The same logic applies to the "love scene" between Batman and Catwoman (and I wouldn't say Selina and Bruce here). What's sad is that I do think I get where Winick was going with this. Its not necessarily out of character for Catwoman to make the move, this is just the first time we've seen Batman not "think clean thoughts, chum" and turn her away on panel. Its very much in line with the sex scenes from Watchmen (the comic, not the soft-core oddball scene of the film), of the confused and odd lives these people are living on rooftops and constantly in the dark with their masks on.
Yes, you can read it as "this is smut!", and it is, because March's indelicate handling based upon what I have to assume was Winick's script doesn't set up the tumble in the way Moore's characters spent a few issues working their way toward this point. Winick may feel this is a culmination of 70 years of comics, but its not.

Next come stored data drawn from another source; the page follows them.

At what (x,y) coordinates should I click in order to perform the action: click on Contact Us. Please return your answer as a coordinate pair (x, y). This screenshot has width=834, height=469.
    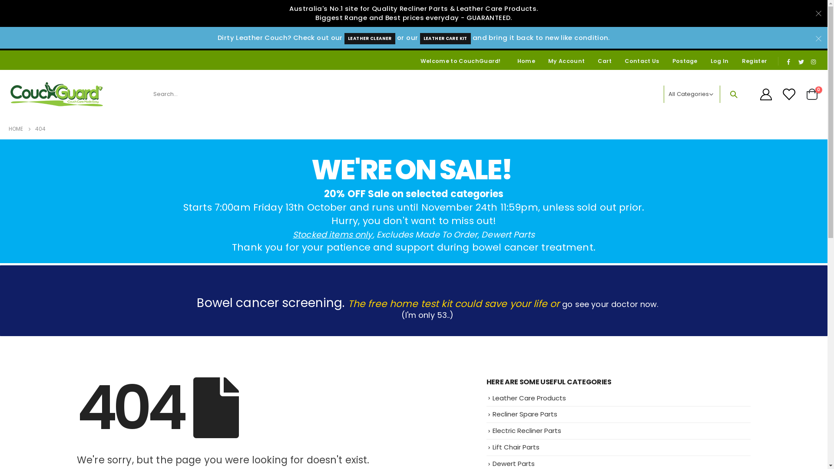
    Looking at the image, I should click on (642, 61).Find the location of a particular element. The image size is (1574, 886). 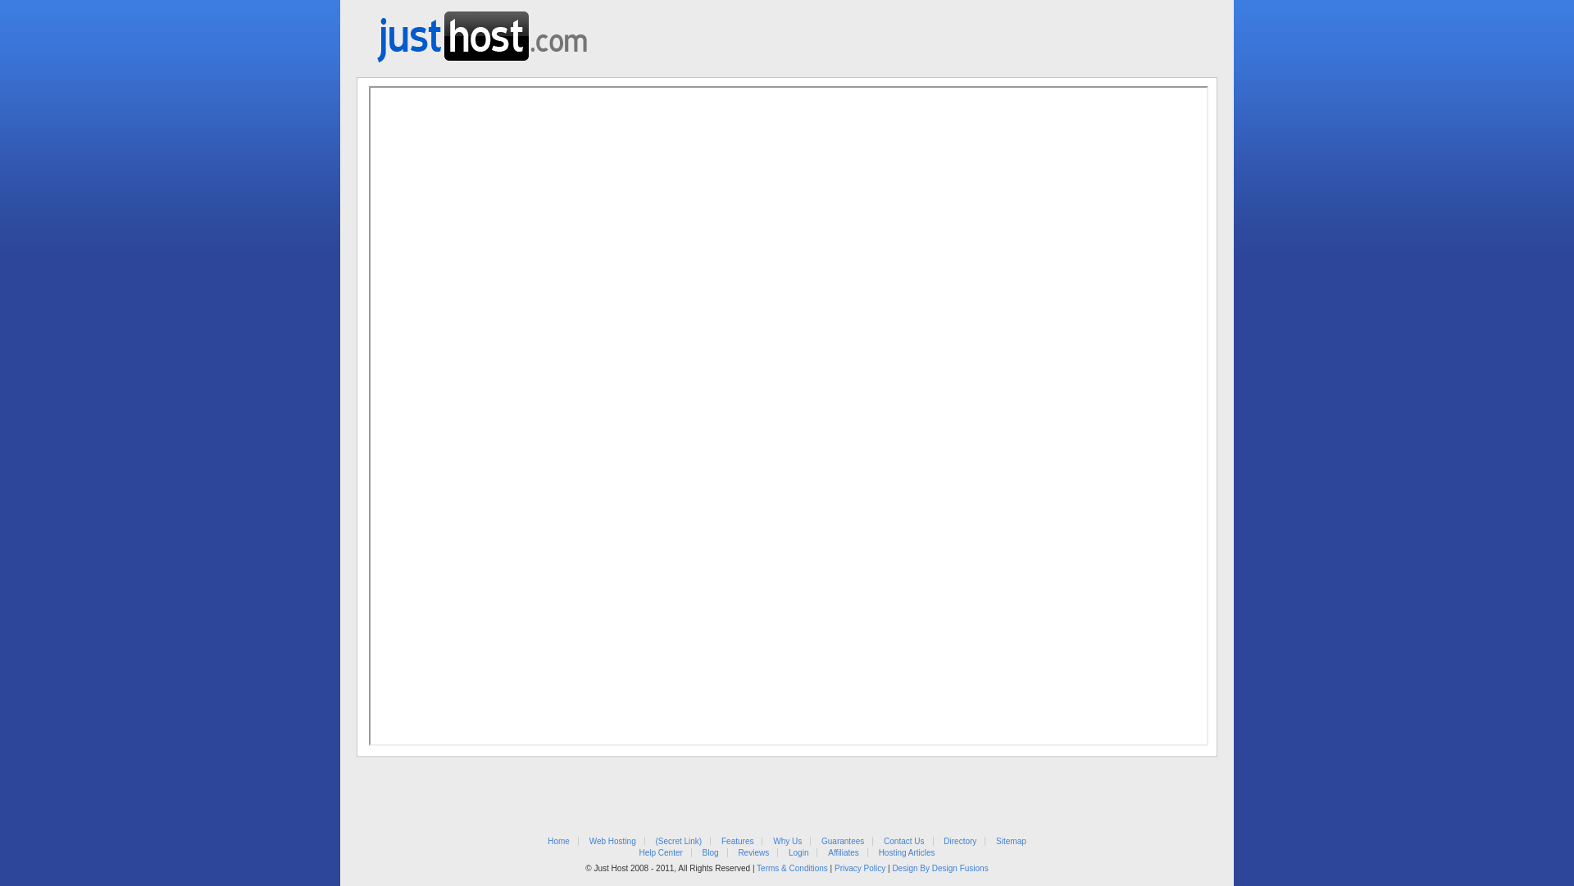

Guarantees is located at coordinates (843, 841).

Its a #1 issue, and its messy and a little embarrassing for me, you, Catwoman and certainly Batman.
There's just not much story here other than some mysteries about "who is trying to kill Selina?" and "can you really jump around on roofs with roughly 90 pounds of cats shoved into a carrier?" The rest of it is why Catwoman is so hard to handle as a character. She steals stuff, she isn't exactly good, and that's colorful, but she's completely surrounded by 1-dimensional characters taken from CBS cop shows far, far too much of the time. I don't know or care about this "Russian Mob" she's infiltrating for reasons I've already chosen to forget as it was clearly just a reason to get her in the room with the guy she beats up. And its just... its just not much to go on and not enough when you compare it to what some of Winick's peers did in their first issues.
Detective Comics #1 by Tony Daniel
In full disclosure, I haven't read much Tony Daniel Batman, and I likely never will. The bits of Daniel's writing I witnessed in Batman were enough that I dropped the title for the first time in a decade. Thus, I was surprised that DC kept him onboard during the relaunch. But I'm a curious fellow, and so I wanted to give this issue a fair shot.
And its, to put it best I can, not my cup of tea. The entire issue reads like fan-fiction written by a 16 year old with Batman more than once proclaiming "I am the night" or something along those lines, like... out loud, where people can hear him.
Daniel gets his hands on The Joker, so wonderfully handled recently by Grant Morrison in Batman and Batman & Robin, learns nothing from Morrison's intelligent handling of the seering madness and cruelty within the Joker and instead takes the parameters of the relaunch as license to just go gross without any of so-horrendous-its-funny gallows humor of The Clown Prince of Crime. I know Moore doesn't like his own work in The Killing Joke, but he did create a vision of the Joker that was truly digustingly cunning in his depravity and insanity, and while you think maybe Daniel is riffing on that a bit here, he's not quite got the chops, especially in a world of Bat-cliches and characters all playing the game.
Where Snyder's Batman feels remarkably promising, everything about this first issue, right up to the admittedly surprising-if-I-hadn't-seen-it-on-tumblr final page feels like unstudied emulation of other work with no story or voice of its own. Ie: Its a first issue that feels unnecessary, and that shouldn't be happening with Detective Comics #1.
*a special thanks to Austin Books and Comics for their assistance and support in getting these reviews done.